Dr Hawa witnessed her country’s peace times after it attained independence.

She saw the optimism of Somalis, many like herself, had returned from abroad where she had attained a medical degree in the Soviet Union.

They dreamt of building a Somalia better than they inherited from the British and Italian colonists.

In a change of fortunes, everything changed when leaders became paraniod, petty, and violent - fighting clan against another to show superiority.

As a respected doctor who had built a successful private practice located on a farm land measuring 1,300 acres outside Mogadishu, Dr Hawa was the go-to-person when violence replaced the law in the governance of Somalia.

She did per part, treating the wounded and sick without discriminating anyone.
Neutrality was the rule.

She joined efforts to build peace, and when relative calm returned in 2000 when the government of President Abdiqasim Salad Hassan was formed, she was appointed assistant minister in the Labour and Sports ministry and later to the Health docket.

KEEPING HOPE ALIVE

Dr Hawa is, however, not known for her political work, rather, it is the humanitarian courage she exhibited as a tireless and fearless protector of more than 90,000 people who took refuge at her farm and medical facility that has shown her star.

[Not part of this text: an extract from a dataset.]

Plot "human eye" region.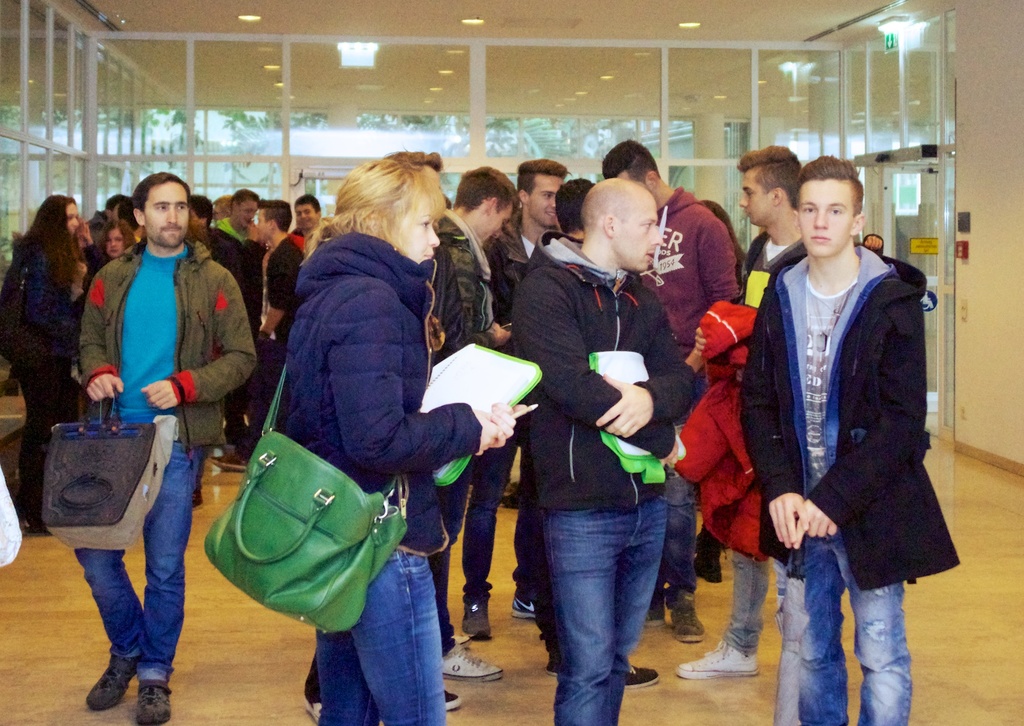
Plotted at 175:204:186:211.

Today, this village is known as Hawa Abdi, after her.

Keeping Hope Alive: how one Somali woman changed 90,000 lives, is a memoir that details this story of a woman who loved her medical profession, and whose vision led her to purchase the land that became a refuge camp for more than 20 years.

It also details her family struggles and how she raised her children, who eventually became doctors and proved indespendable in her work.

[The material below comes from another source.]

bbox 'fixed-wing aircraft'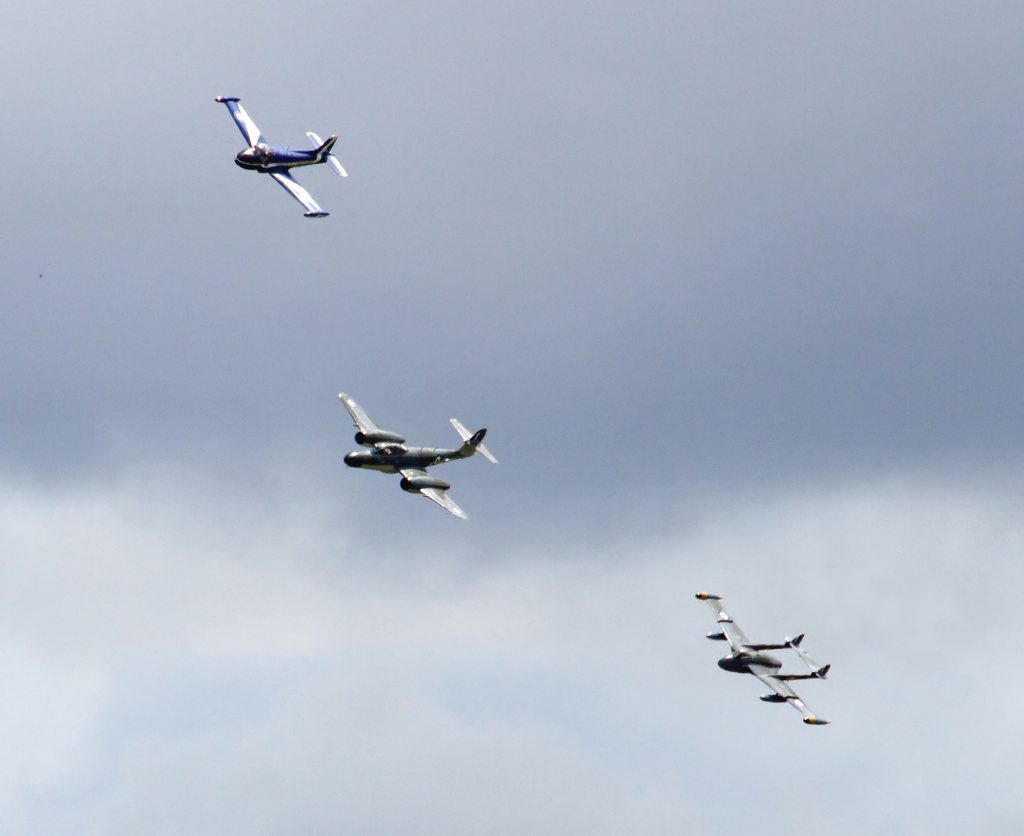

The book published this year by Virago is an honest look at a woman in the eye of the storm, who was once kidnapped by militias but stood her ground to not give up her land and medical facility.

A woman who face family injustices with the same courage she faced government officials and irrational warlords.

Dr Hawa Abdi’s struggles are interwoven with the history of post independence Somalia, which makes the book a must-read for anyone who wants to understand that history.

It is a story of when and how the rain started beating Somalia.

The 239 page memoir tells of the cost Hawa Abdi has paid for choosing to remain in Somalia all these years in her efforts to defend the voiceless poor.

SELF REFLECTION

The memoir co-written with journalist Sarah J. Robbins, raises among other issues the relevancy of religion, causes of domestic violence, challenges of parenthood in a wartorn country, marriage, injustices in the male dominated Muslim society, the cost of environmental degradation, women and land ownership, and dangers of female circumcision.

The memoir is an honest work of self-reflection, searching for the soul of her family, her community and her country.

“Fighting by clan is low class,” she writes, taking us back to when Somalia was a peaceful and confident country.

The values that drove the society then, like reconciliation, hard work, honesty, respect and protection for women, children and the elderly are all lost when fighting starts.
Somalia today is a shadow of its former self.

Much as Dr Hawa is internationally acclaimed together with her daughters; but she is now frail and worn physically after many years of stress, worrying for many people and running up and down in pursuit of a more peaceful country.

The doctor brings faith and hope to humanity that love can triumph over hatred.

How an ordinary woman in a country of radical warlords and plagued by war, disease and hunger, managed to protect and change lives of more than 90,000 people – only God knows.

With her energy and dedication, may be – Hawa could have been one of the most successful medical practitioners of her time.

She chose to risk her life, to save the children and mothers who didn’t have anyone to defend them against rapists, robbers and killers – who did so in the name of God and their clan.

Dr Hawa and her two daughters Amina and Deqo are heroines not just of today’s woman, but, of all people who believe in human beings right to health, safety and care.